Swedish TRUSTAM project receives Vinnova funding to bring federated learning AI to additive manufacturing quality control
Platform
Originally reported by 南极熊
The Swedish Innovation Agency Vinnova has awarded funding to the TRUSTAM (Trusted Federated Intelligence for Additive Manufacturing) project, a consortium including Interspectral, Saab, AMEXCI, and Scaleout Systems. The project aims to apply federated learning (FL) — a machine learning architecture where AI models train across distributed sites without sharing raw data — to industrial additive manufacturing quality control. Interspectral will lead development of local AI models that learn from each machine's unique process data, integrating monitoring, analysis, and decision-making into a continuous operational loop. The project runs through early 2028, culminating in full demonstrations and dissemination in aerospace and defense environments where quality traceability is non-negotiable.
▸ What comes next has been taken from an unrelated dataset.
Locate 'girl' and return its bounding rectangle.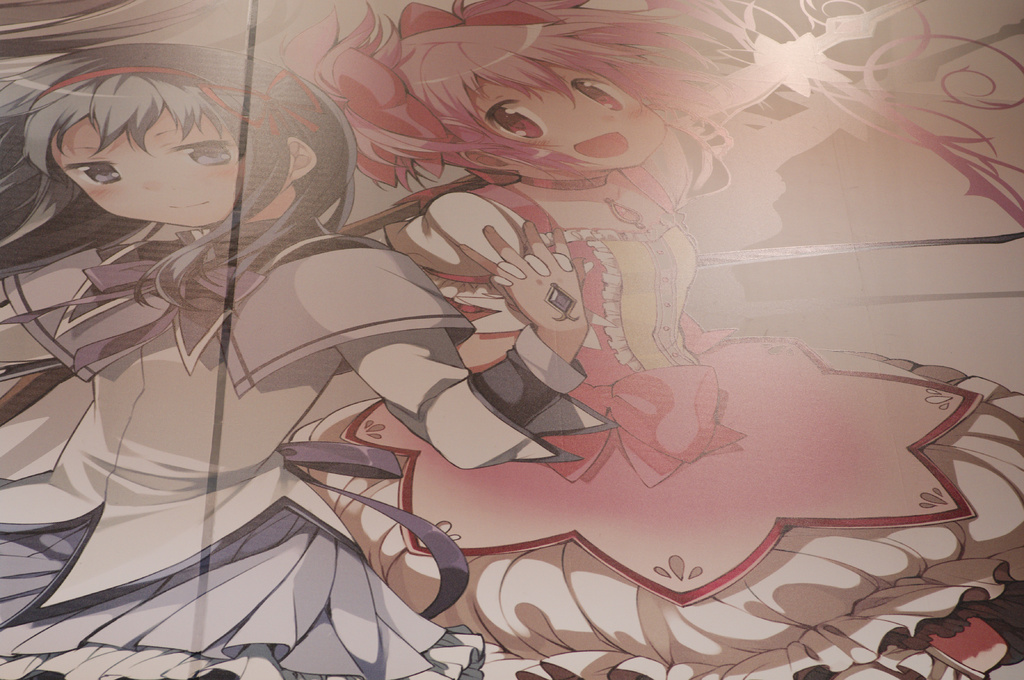
339,0,986,607.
This partnership directly addresses a structural bottleneck that has constrained AI adoption in safety-critical AM: the tension between collective intelligence and data sovereignty. As metal AM moves into regulated production paths in defense, aerospace, maritime, and energy, data management and cybersecurity have become primary scaling barriers, not secondary concerns. Interspectral's existing AM Explorer platform, already integrated into over 60% of metal AM machines and deployed at customers including GKN Aerospace and Volum-E, provides a mature foundation. The federated learning approach distinguishes TRUSTAM from single-site AI quality tools like Ai Build's path generation or Oqton's build quality platform, which improve first-print success rates and combine simulation, monitoring, and inspection but cannot share intelligence across sites without exposing proprietary process data.
For Interspectral, this project validates its platform strategy and positions it to own the infrastructure layer for distributed, secure AI in AM quality assurance. The practical challenge is execution: federated learning in heterogeneous machine fleets with varying sensor configurations and process signatures is technically demanding, and the aerospace and defense qualification grind means any output must be verifiable, not just intelligent. If the consortium delivers a working framework by 2028, it will have built something the industry currently lacks — a way to pool learning across production sites without compromising the data sovereignty that primes, primes, primes.